Saturday, September 25, 2010

Coherency In Pynchon: Vineland Succeeds For All Audiences.



The Good: Characters, Lyrical Quality, Plot
The Bad: Ease of Resolution
The Basics: A finely weaved tale of the worlds most dysfunctional family ever. If not for its simplistic resolution and the occasional pointless thread, would be a perfect novel.



There are few novelists whose libraries I read entirely. Thomas Pynchon, in his own unlikely way, has become one of them. I read Pynchon's works with the full understanding that oftentimes, there is not a coherent narrative. Vineland is one of the few exceptions to that rule and it is one of Pynchon's most accessible works to all readers.

The bad news is that Vineland sets up three hundred fifty pages of conflict and it resolves it in five. One of my wisest writing teachers in college said, "Simple conflicts are easily resolved in writing" and while it sounds stupid, it's remarkably true; you can't effectively draw out a simple conflict. On the flip side, one cannot resolve a complex conflict effectively as Pynchon attempts to do in Vineland.

All of the rest is positive. Vineland begins with Zoyd Wheeler and his daughter Prairie viewing Zoyd's yearly act of insanity for a disability check. It immediately begs the question, "Why is Zoyd doing this?" which is answered throughout the novel in a retrospective from 1984 to the late 60s, early seventies.

Basically, the novel is the story of hippie persecution by the government - personified by a t.v. junkie named Hector and an opportunistic, career minded Judicial Department Special Agent named Brock Vond. But how everyone got where they did is thoroughly explored as Prairie and Zoyd split up and flee, resulting in Prairie ending up with a ninjette and a businessman getting a history lesson on a mythical place in California where it was once great to be free.

For Prairie, it's a search for her mother Frenesi Gates, for Zoyd it's a quest to do right by his family and his past and for the occasionally visible Frenesi, the search is for understanding the world she's been dumped into.

The novel is funny and irreverent, completely criticizing the Reagan downsizing, recession-induced counter-hippie mentality and coupling it with a broad array of cultural references both blatant and subtle.

The appeal of Vineland is more than just its usual Pynchon narrative technique; this is a unique story and it's an interesting one. The characters are brilliant and weird.

For other works of literature, please check out my reviews of:
The Sound And The Fury - William Faulkner
Letters From The Earth - Mark Twain
Invisible Man - Ralph Ellison

9/10

For other book reviews, please check out my index page!

© 2010, 2001 W.L. Swarts. May not be reprinted without permission.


### WORK ORDER
The lines to copy from the data below are those that hold the string "text".

### EXERCISE DATA
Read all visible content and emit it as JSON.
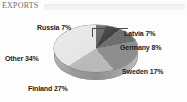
{
  "header": {
    "title": "EXPORTS"
  },
  "footer": {
    "note": ""
  },
  "chart_data": {
    "type": "pie",
    "title": "EXPORTS",
    "subtitle": "",
    "xlabel": "",
    "ylabel": "",
    "legend_position": "none",
    "grid": false,
    "style": "3d-exploded-none-grayscale",
    "categories": [
      "Russia",
      "Latvia",
      "Germany",
      "Sweden",
      "Finland",
      "Other"
    ],
    "values": [
      7,
      7,
      8,
      17,
      27,
      34
    ],
    "unit": "%",
    "slice_colors": [
      "#5f5f5f",
      "#3c3c3c",
      "#6e6e6e",
      "#8e8e8e",
      "#b9b9b9",
      "#e4e4e4"
    ],
    "labels": [
      {
        "name": "Russia",
        "value": 7,
        "text": "Russia 7%",
        "color": "#5f5f5f",
        "leader_line": true
      },
      {
        "name": "Latvia",
        "value": 7,
        "text": "Latvia 7%",
        "color": "#3c3c3c",
        "leader_line": false
      },
      {
        "name": "Germany",
        "value": 8,
        "text": "Germany 8%",
        "color": "#6e6e6e",
        "leader_line": false
      },
      {
        "name": "Sweden",
        "value": 17,
        "text": "Sweden 17%",
        "color": "#8e8e8e",
        "leader_line": false
      },
      {
        "name": "Finland",
        "value": 27,
        "text": "Finland 27%",
        "color": "#b9b9b9",
        "leader_line": false
      },
      {
        "name": "Other",
        "value": 34,
        "text": "Other 34%",
        "color": "#e4e4e4",
        "leader_line": false
      }
    ]
  }
}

### EXERCISE RESPONSE
        "text": "Russia 7%",
        "text": "Latvia 7%",
        "text": "Germany 8%",
        "text": "Sweden 17%",
        "text": "Finland 27%",
        "text": "Other 34%",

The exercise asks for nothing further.